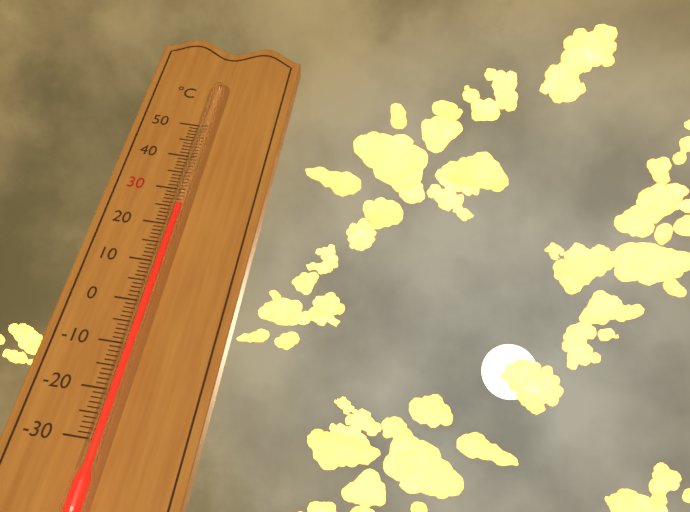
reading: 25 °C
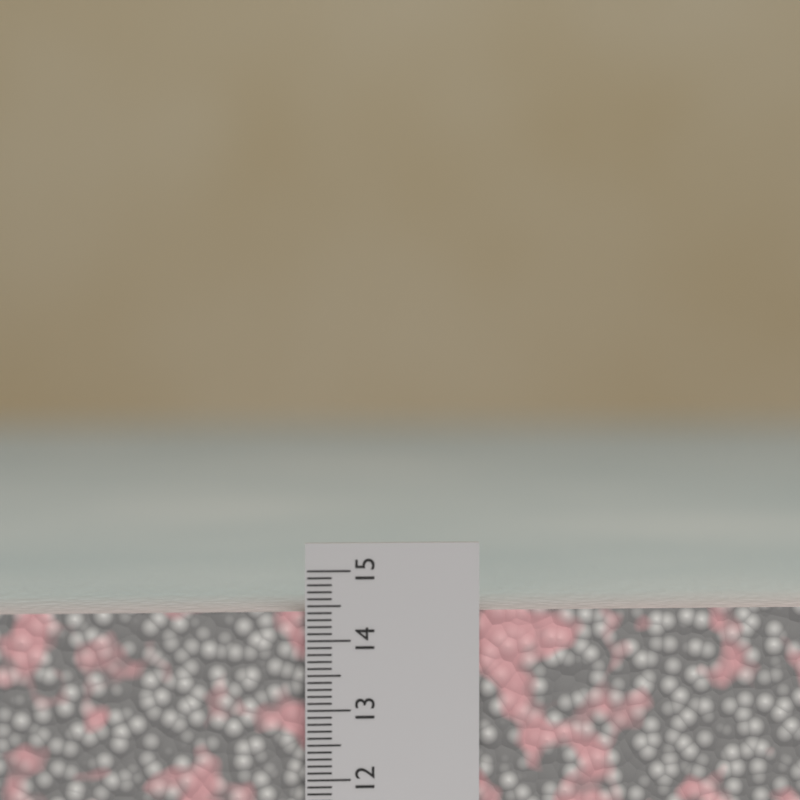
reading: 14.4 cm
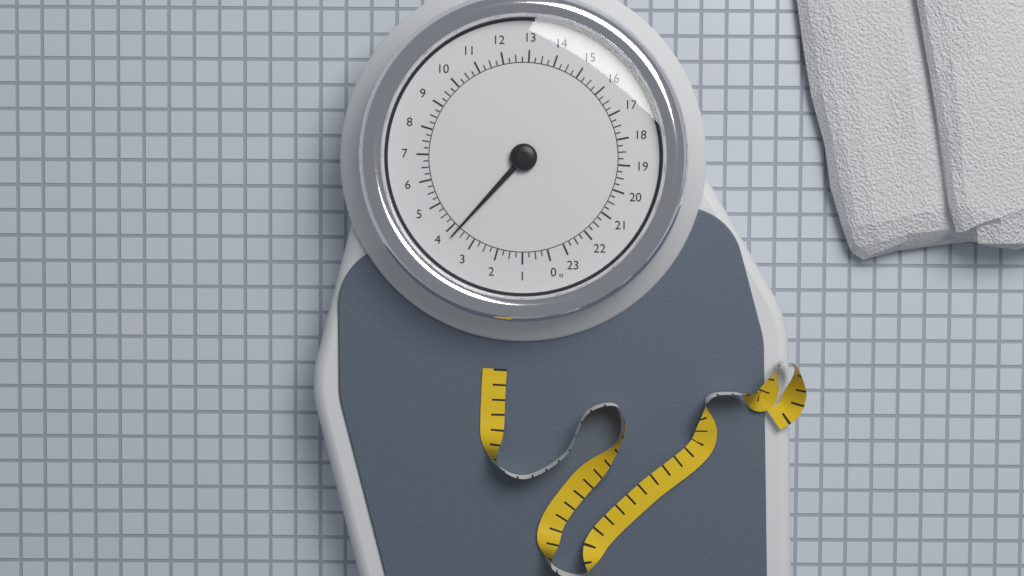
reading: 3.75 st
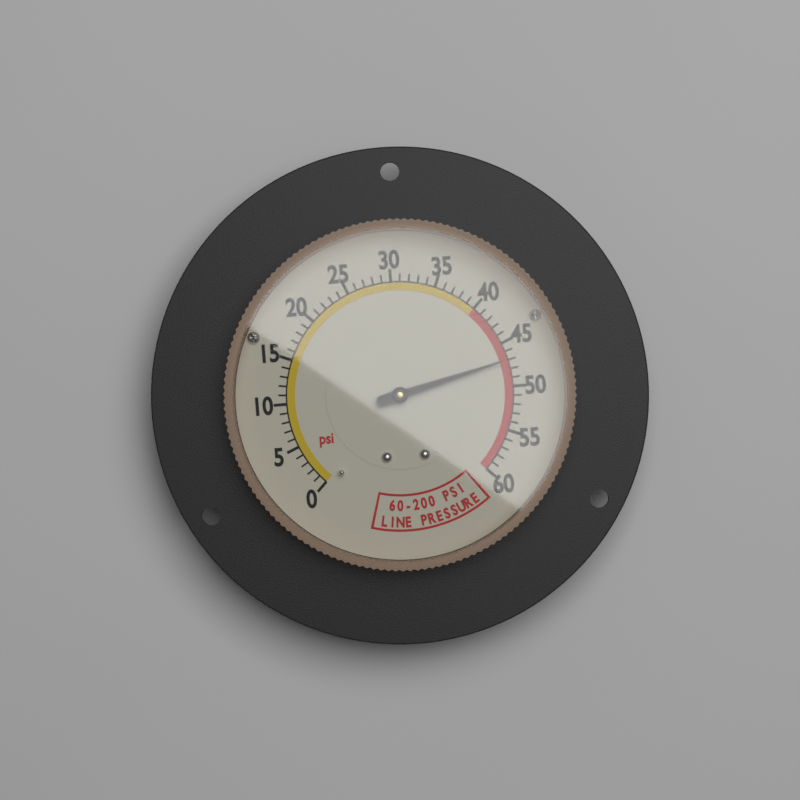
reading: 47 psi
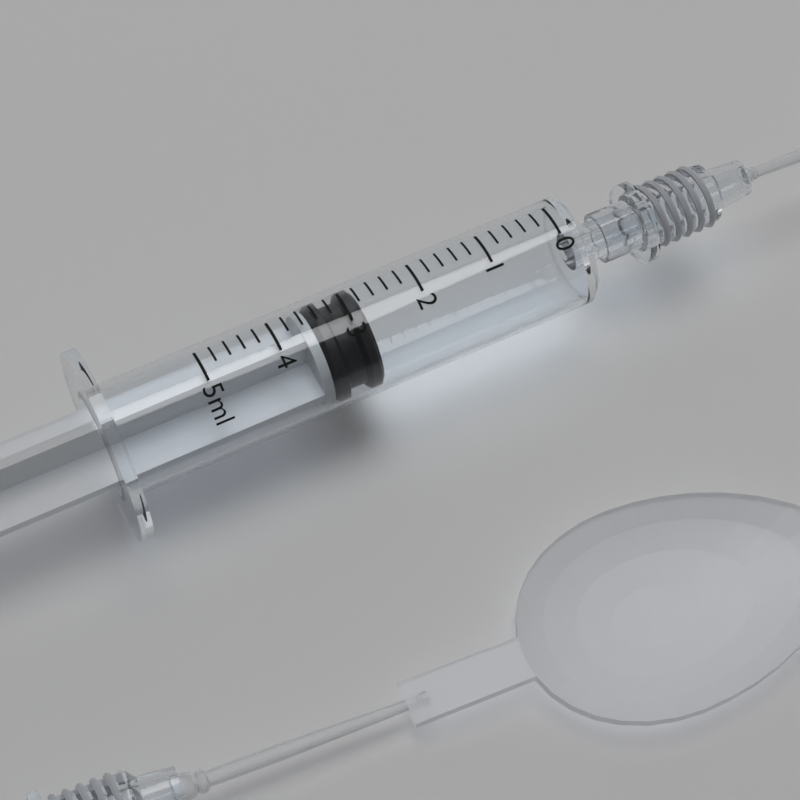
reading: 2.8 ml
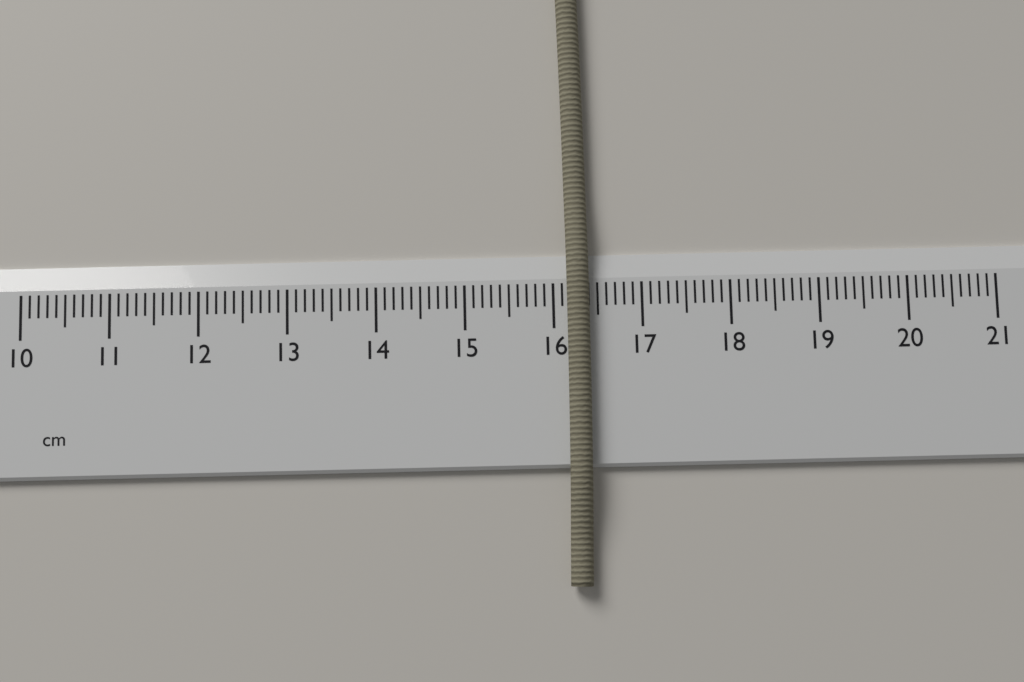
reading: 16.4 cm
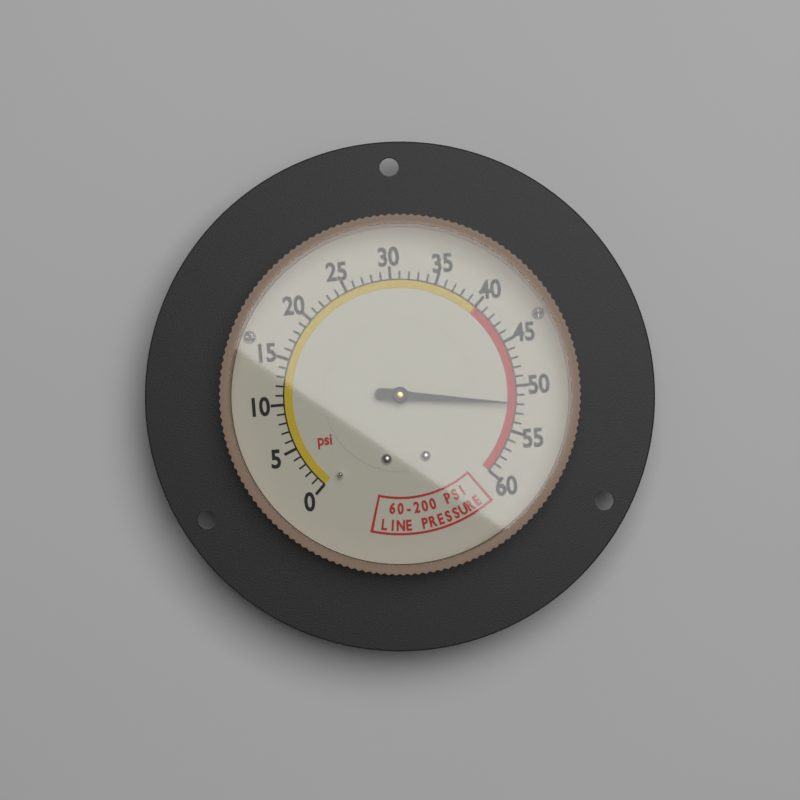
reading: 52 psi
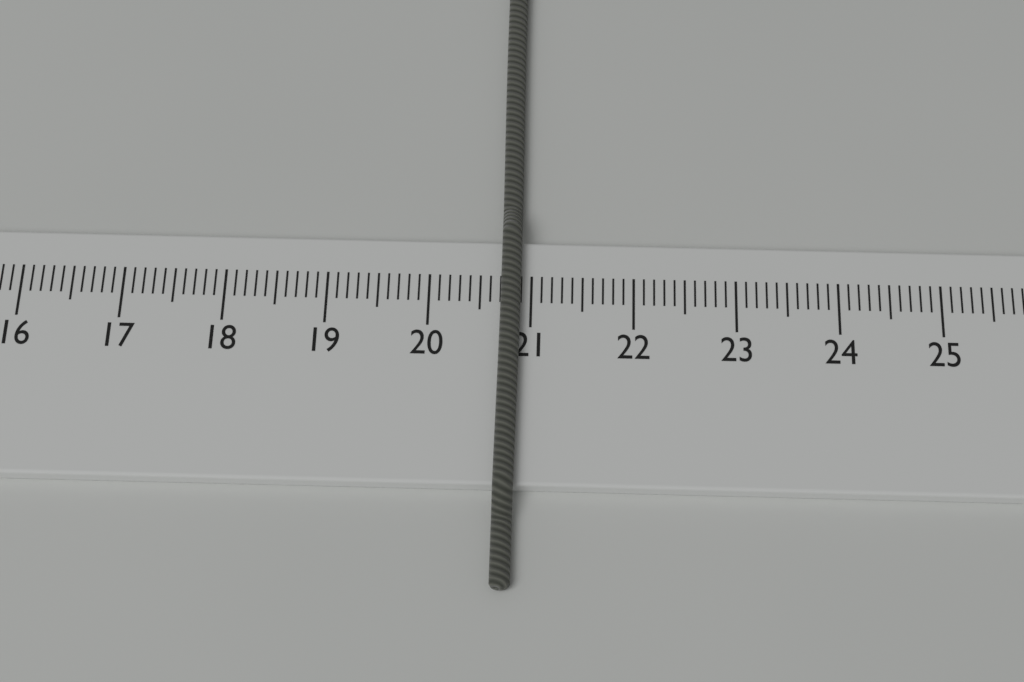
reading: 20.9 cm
····················
• [Work task] Would you output the data exactly, without any of its images?

• [Response area]
reading: 25 °C
reading: 14.4 cm
reading: 3.75 st
reading: 47 psi
reading: 2.8 ml
reading: 16.4 cm
reading: 52 psi
reading: 20.9 cm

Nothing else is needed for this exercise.